Yikes, Wendy, LOL, if he associates whinging with squash I’ll never hear the end of it! At one point he lost interest in the squash, and ignored it, so I discontinued it for a while. But I guess absence makes the heart grow fonder, his interest is renewed!
Congratulations on the new internet provider! I’ll have to see if Milo would go for some pureed squash. Would that be the same as pureed pumpkin? Happy New Year!
Be sure to tell us the name of the company at some point. I’d like to “Go Canadian” as well. But oh the thought of re-learning how to manage things … do I have enough interest to put the energy and time into it? Not sure.
Kate, there are companies that will make the move for you IF you own your domain, I did not choose that, I made the move myself. What you choose depends on what you want.
First though, look at the services you have, what digital properties you own outright, before deciding what you want to do.
There is a difference between wordpress dot org and wordpress dot com
“the difference. WordPress dot org is a blogging and content management system . While WordPress dot com is a hosting website.”
I believe you use wordpress dot org, which does not have a Canadian owned alternative as far as I know. It is a great service though, and very very simple to use compared to wordpress dot com.
I use wordpess dot com, I deal with servers and the backend of things, far more complicated than wordpress dot org, and I think you really have to be interested in the technical stuff to go that route. ALSO you have to own a domain to go that route, not the kind of domain address you get with wordpress dot org, but a uniquely registered domain. The company I deal with does not deal with wordpress dot org at all.
Not sure how helpful this explanation is 🙂
P.S. Although I do some technical stuff, I am not an expert, the companies I deal with are experts, they know their stuff, and I learn a lot when I interact with them!
Thank you Sandy! Happy New Year to you and Milo!
Pumpkin and squash are interchangeable for cats (and people), pureed is best. We grow squash though, that is why I use it.
You and I were early adopters, so we know a lot more behind the scenes than do many users today. Enjoy your new home!
Teri, yes, we were early adopters, there were a few of us, Joan also started with home coded web pages. John Bailey was a great help to many who started back then. A lot more people began posting entries on the internet after the name “blog” was penned, and server software was developed. That word did not exist when I started posting online.
Early writers had to learn about the digital infrastructures if they wanted to publish anything on the internet.
When I started this online journal in 1999 I wrote the html code for the web pages, and manually entered everything myself, on rented server space. Eventually I installed wordpress software on the server to use it, then the companies started to offer wordpress software already installed and ready to use. It was a different world altogether.
I remember when the first “blogging” software became popular, and I resisted using wordpress software for the first 11 years of entries, because I felt the unix databases were less accessible, remote, and not as reliable.
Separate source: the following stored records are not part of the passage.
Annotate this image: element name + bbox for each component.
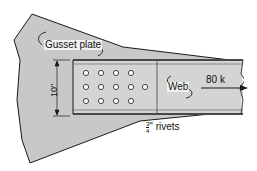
gusset-plate-label: Gusset plate bbox=[44, 40, 102, 50]
rivets-text: " rivets bbox=[149, 121, 179, 132]
load-label: 80 k bbox=[205, 75, 226, 85]
dimension-label: 10" bbox=[50, 83, 59, 98]
gusset-connection-diagram bbox=[0, 0, 257, 171]
rivets-label: 3 4 " rivets bbox=[145, 121, 181, 134]
web-label: Web bbox=[167, 82, 189, 92]
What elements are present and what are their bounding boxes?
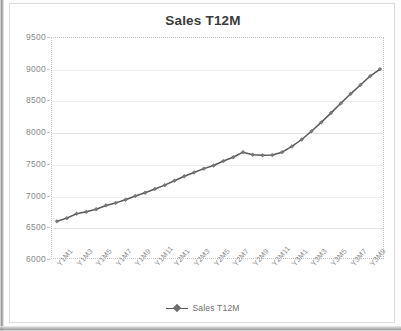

I don’t really like the slick user interfaces, they are based on common usage paths, assuming ignorance, and they just get in the way of getting things done for me. Also, each company develops its own user interface, so there a dozens of different ways to get things done, some logical, some not so much.
I started online in 1993. By 1997, I was starting to create my own webpages for everything from posting travel pictures to basically company catalogs for designs I’d created.
I enjoyed coding the basic html framework. It’s a shame it’s all so complicated now.
I agree Teri, it has become very complicated now. AI is just making worse, but customer support was getting pretty bad with customer support people just reading from scripts in front of them, instead of understanding what they were telling you.